Memory leaks with stream errors

I have a situation whereby an incompatible version of a client and server may attempt to communicate. The client calls a function on the server which returns a Struct, but the server and client versions of this struct are different.

This results in stream errors from the RO framework, which is fair enough, but I’m unable to trap the memory leaks that result. I can put an exception handler around the remote call to trap the exception but, due to the stream errors, no struct is ever passed back to my code so there’s nothing for me to free.

Is there any way I can deal with this scenario more cleanly and fix the memory leaks?

ca you specify a bit more details, like versions of SDK that were used for building client and server, etc?

I’m using 8.0.83.1137 across the board with Delphi XE6.

can you create a simplle testcase that demonstrates this problem, pls?
it will help us to provide correct solution for you.

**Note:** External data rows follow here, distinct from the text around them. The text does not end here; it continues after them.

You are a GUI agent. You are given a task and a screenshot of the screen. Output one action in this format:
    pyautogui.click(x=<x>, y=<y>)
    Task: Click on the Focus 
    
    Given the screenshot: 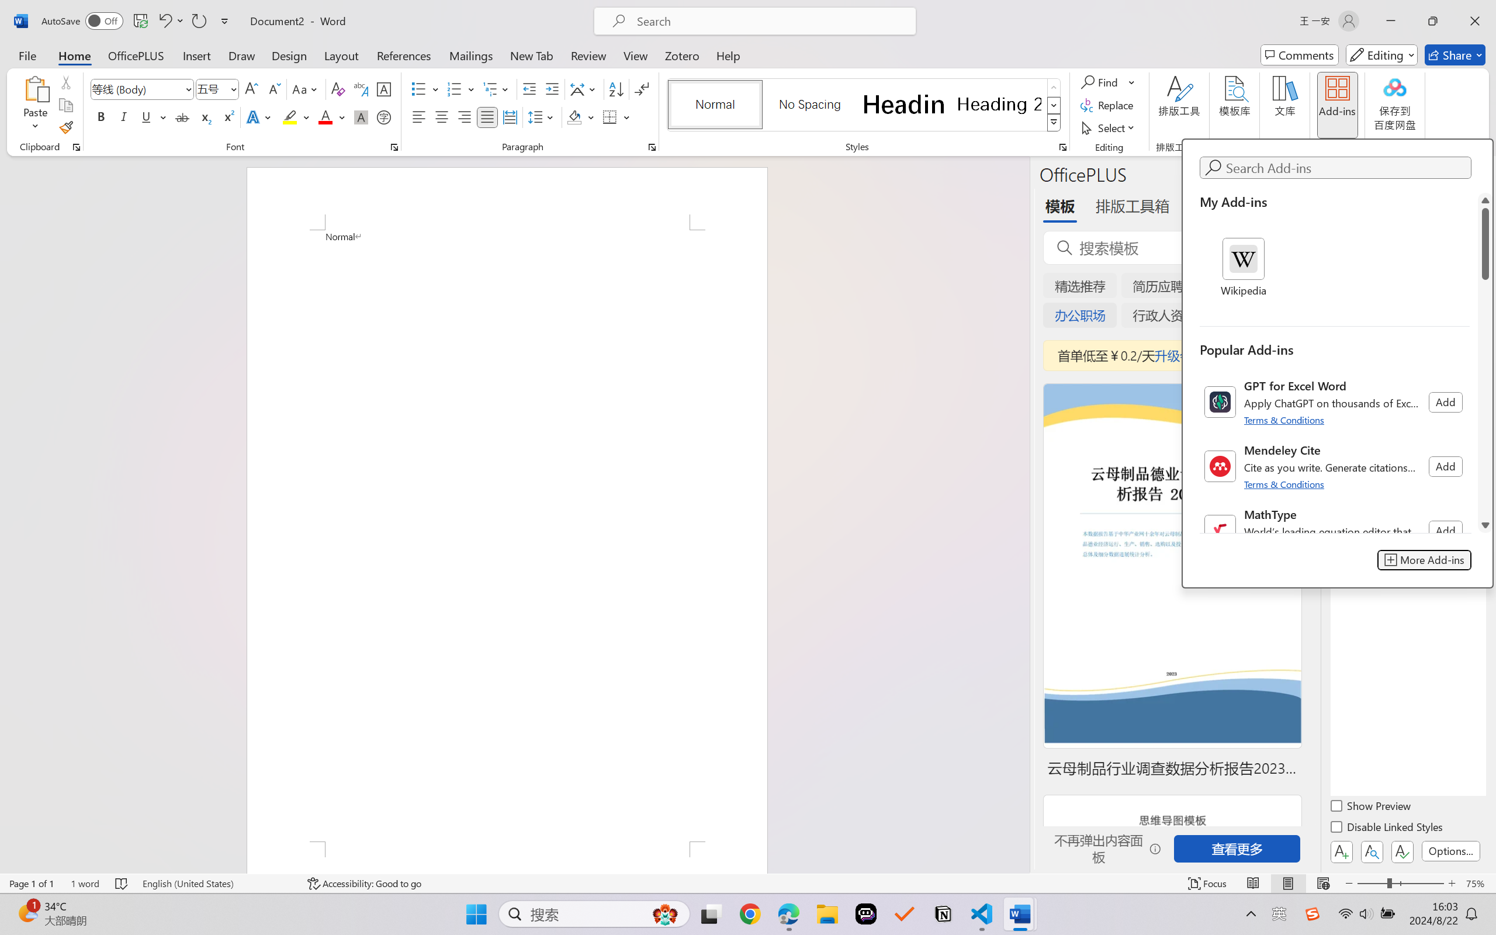 What is the action you would take?
    pyautogui.click(x=1208, y=883)
    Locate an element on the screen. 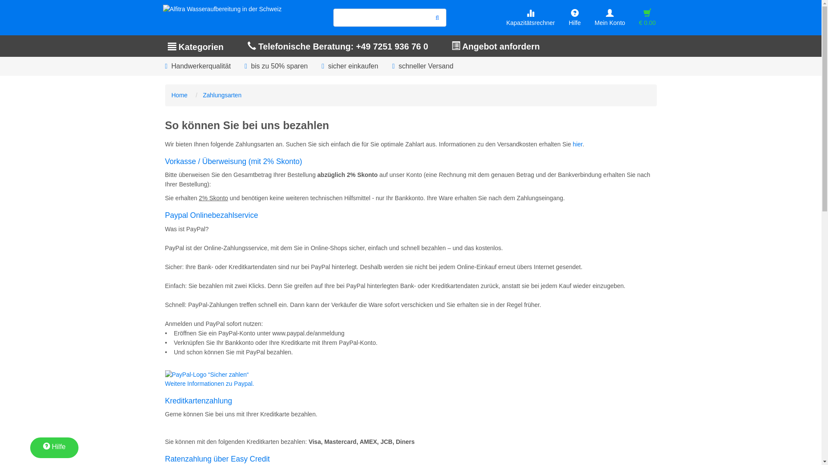    sicher einkaufen is located at coordinates (351, 66).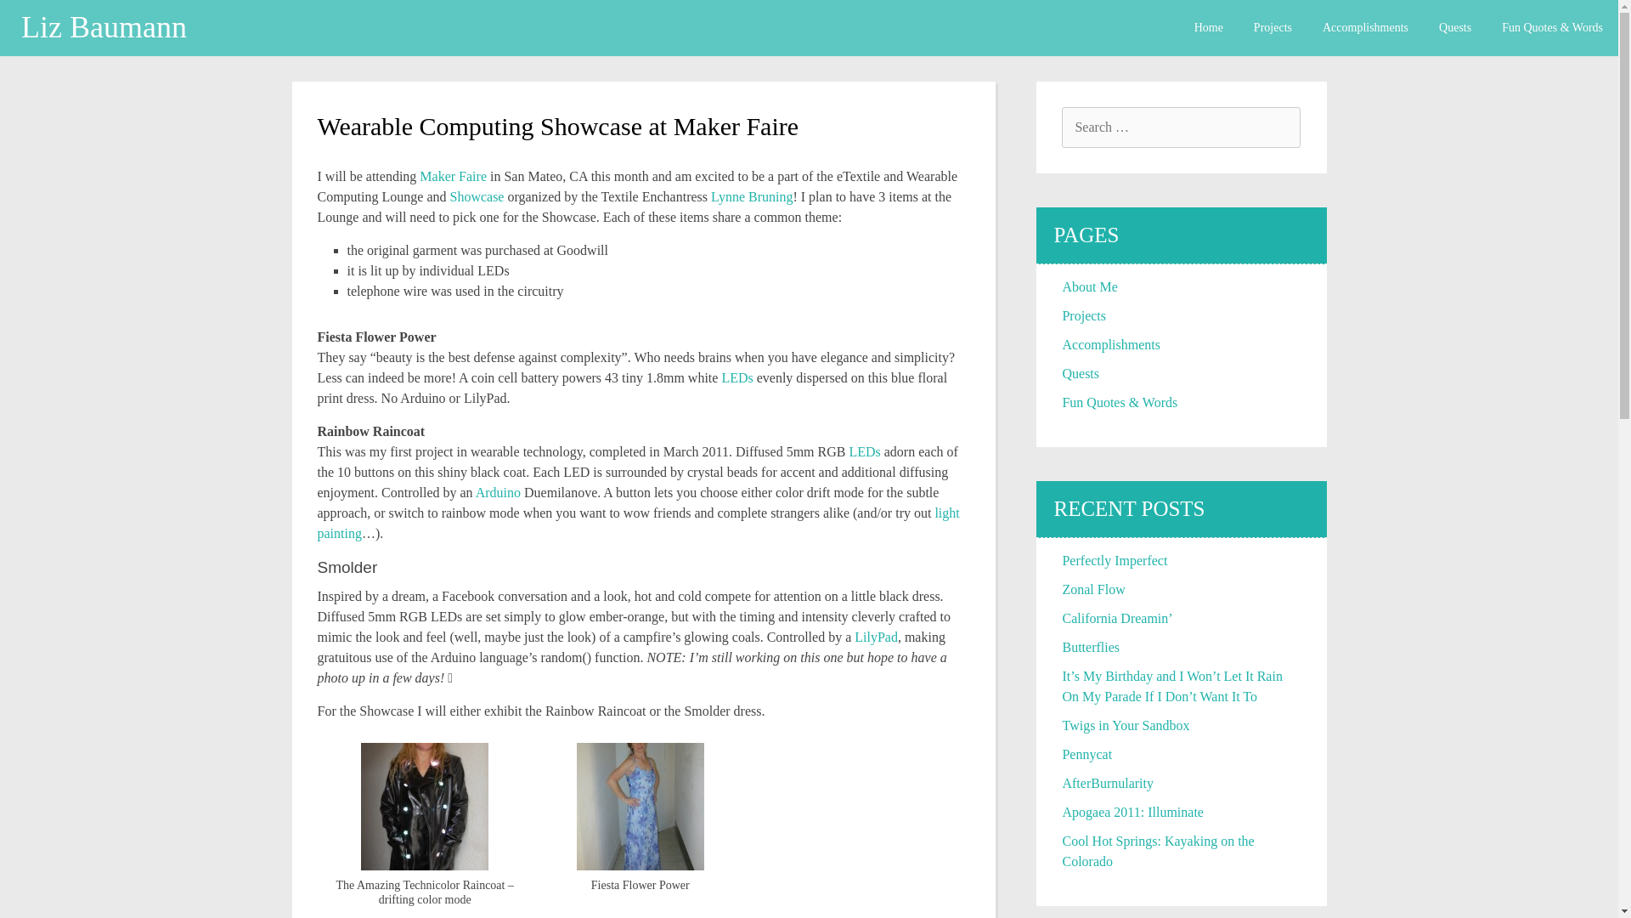 The width and height of the screenshot is (1631, 918). What do you see at coordinates (1090, 647) in the screenshot?
I see `Butterflies` at bounding box center [1090, 647].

Will do when I get a chance. I’ve actually worked around the problem for now by using my own version control between the client and server to ensure incompatible versions can’t talk to each other in the first place :slight_smile:

for avoiding such cases, you can implement a new method like GetServerVersion or pass some basic classes, say descendards of TROComplexType as parameters of your methods
also usage of TROSOAPMessage can help to avoid some problems with incompatibility

Just implement a “version” method in your service that returns a value (such as “2.3.1”). That way your client can know if it deals with an incompatible server or not.

I always increment the “major version” if a method has breaking changes, the “minor version” when just new methods are added and the “build number” for everything else.

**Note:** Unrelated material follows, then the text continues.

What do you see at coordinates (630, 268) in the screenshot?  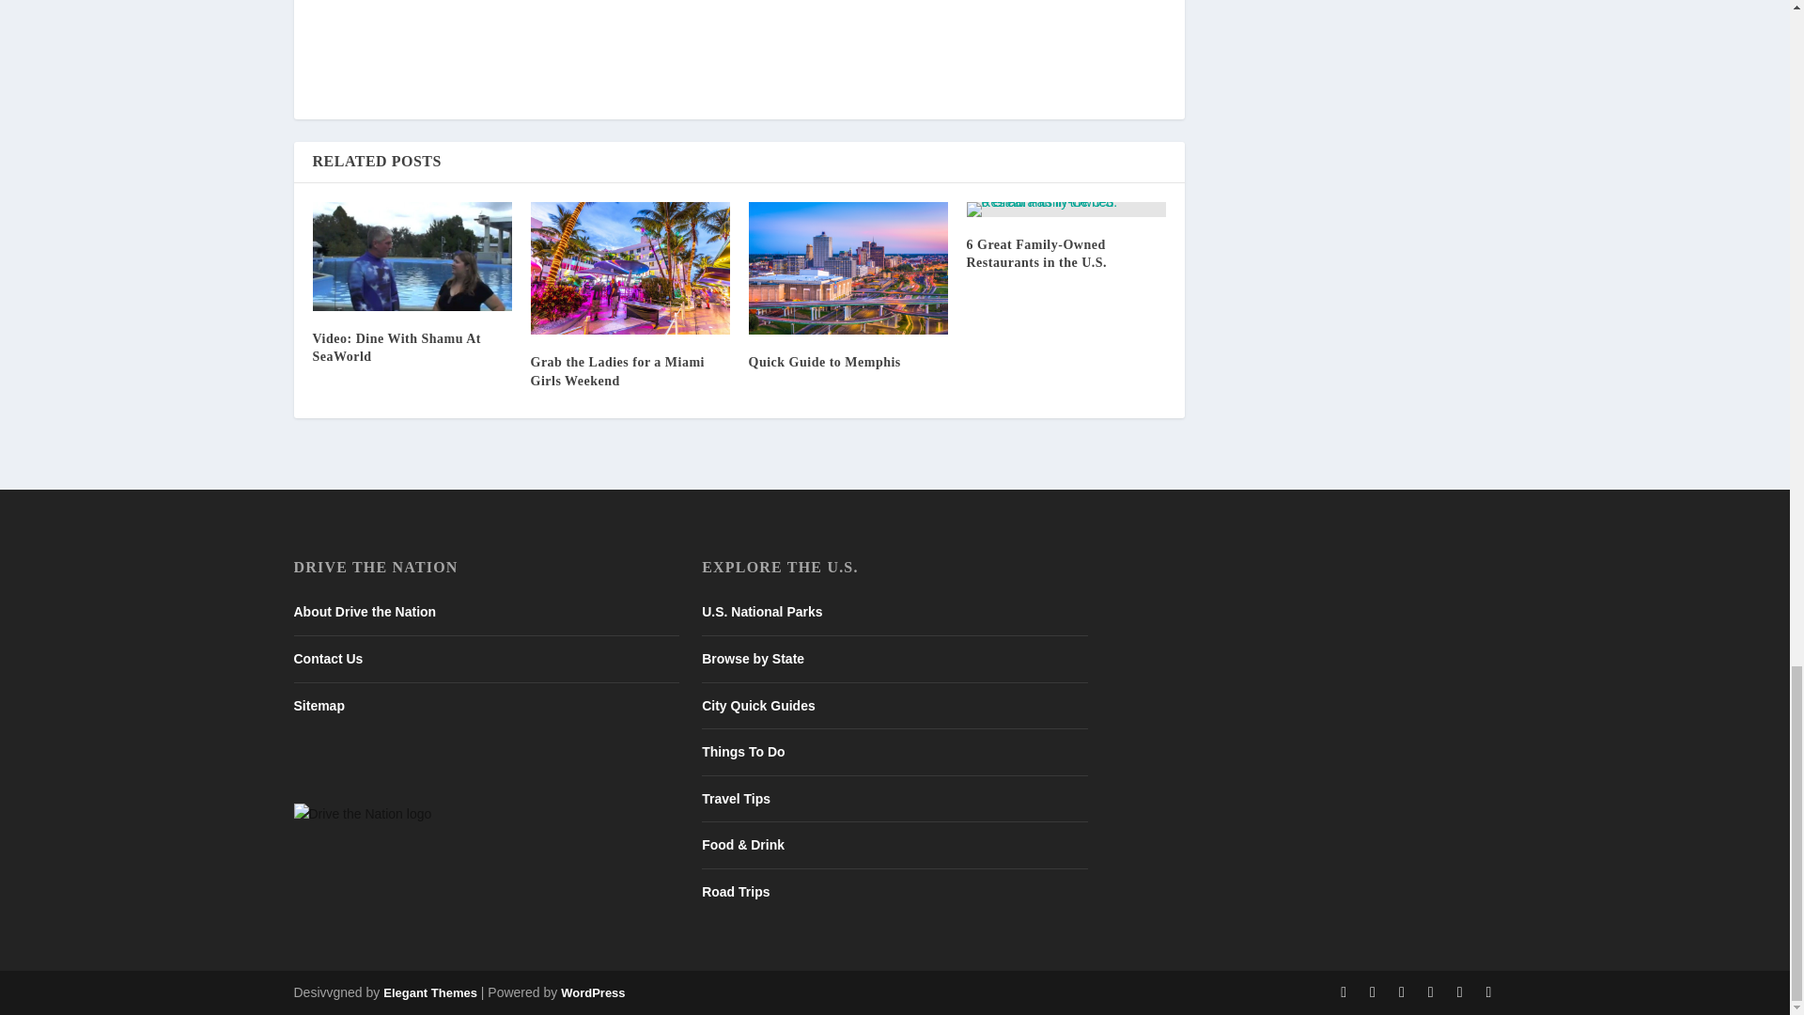 I see `Grab the Ladies for a Miami Girls Weekend` at bounding box center [630, 268].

Clients should refuse a connection to a server with a higher “major version”. If they’re confronted with an older server, they must know the limitations of that protocol version.

That’s exactly what I’ve done :smile:

I already had a versioning system in place to ensure client/server compatibility, the issue was that the first contact a client had with the server was via a function which returned a struct containing basic server information, including the version number, which the client could then check.

Of course if this structure changes between versions then I’m in a catch-22 situation - the client will fail when calling the function. So I’ve done exactly what you suggested and added a simple function which returns the server version only as a basic integer type and which I’ll never change in future versions, so the client can always rely on that call succeeding regardless of version and will not communicate further if there’s a mismatch.

I use Hydra autoupdate service and works perfect, auto update the client app every time.